Tony Weber is a retired, divorced late middle aged man living in London. The first part of his book is a remembering of his life. He begins with his adolescence in a boys school, and the heady mix of ideas and awakening sexuality that is part of this period. We meet his friends, Alex and Colin, and the fourth who joins this group, the philosophical Adrian. The boys part but stay in touch during college years. Tony reads history at Bristol while Adrian goes to Cambridge. Much of the story here involves Tony’s relationship with Veronica, his encounter with her “posh” family, and the mother who tries to warn him off her while making him eggs for breakfast. Tony and Veronica have a sexually frustrating relationship and only have intercourse after she breaks off with him. This leads to an even more messy conversation where she tries to get him to be real to her, real to himself. Eventually Veronica gets into a relationship with Adrian, who writes him asking leave for them to see each other. Adrian sends a reply that he doesn’t go into a lot of detail about, and then gets on with his life, going to America and traveling around with a girl for a few months and then parting. When he arrives home he learns that Adrian has committed suicide. Tony and his friends puzzle over this, move on and separate. Tony marries, has a daughter with whom he has a decent relationship, divorces Margaret, his wife, lives a reasonably successful life, and enjoys a quiet retirement of trips and volunteer work. Until…

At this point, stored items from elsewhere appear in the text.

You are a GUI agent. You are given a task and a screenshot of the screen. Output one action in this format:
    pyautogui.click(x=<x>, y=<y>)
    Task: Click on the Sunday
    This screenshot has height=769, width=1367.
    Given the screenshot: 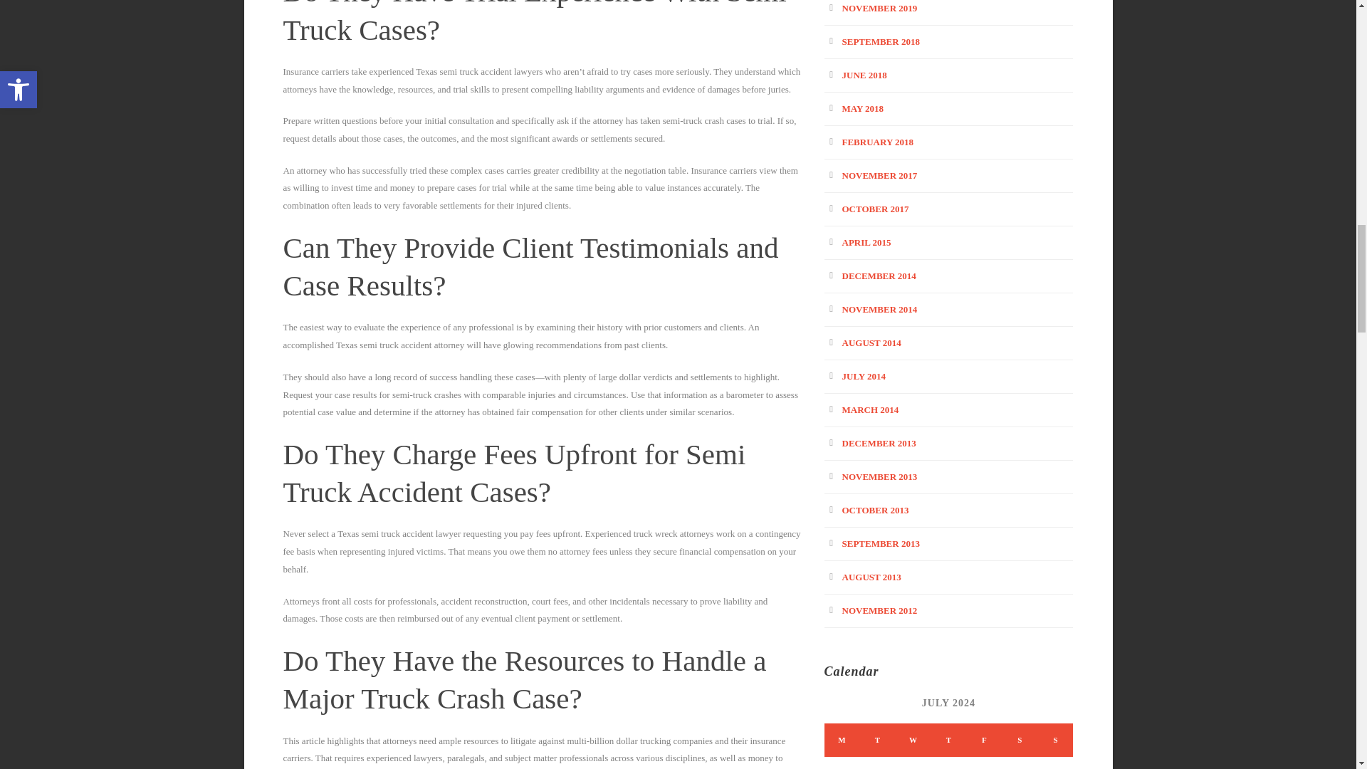 What is the action you would take?
    pyautogui.click(x=1055, y=740)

He receives word one day that Veronica’s mother had died and left him a bequest of five hundred pounds, a letter, and a diary. The money he receives easily enough. The letter and diary are in the possession of Veronica, who will not yield them up, at first. The second half of the book describes a number of encounters, often ending with the refrain from Veronica, “You just don’t get it, do you? You never did and you never will.” First she sends a cryptic page from the diary. Then she gives him the letter, which turns out to be a brutally cruel letter, the letter he had written in response to Adrian’s letter, a letter he had white-washed in his mind.

He begins to see that the memory he has constructed of his life doesn’t fit the reality. Yet he is troubled by what he doesn’t get, and this takes him deeper, into his choice of “peaceableness,” of an unwillingness to feel pain or to take a risk to really live and be responsible for his life. I will not give away the secret why Veronica’s mother gave him the bequest or came to have the letter and diary. What it brings him to is a sobering alternative narrative of his life that he summarizes with these words:

“There is accumulation. There is responsibility. And beyond these, there is unrest. There is great unrest.”

This is a book that holds up a mirror to show us the false selves that we construct with our “best self” memories and the danger of a life lived embracing that false self. It seems to me that facing up to the false selves, the constructed memories, as painful as these are, may be better than living cluelessly. If nothing else, it makes us keenly aware of our need for redemption.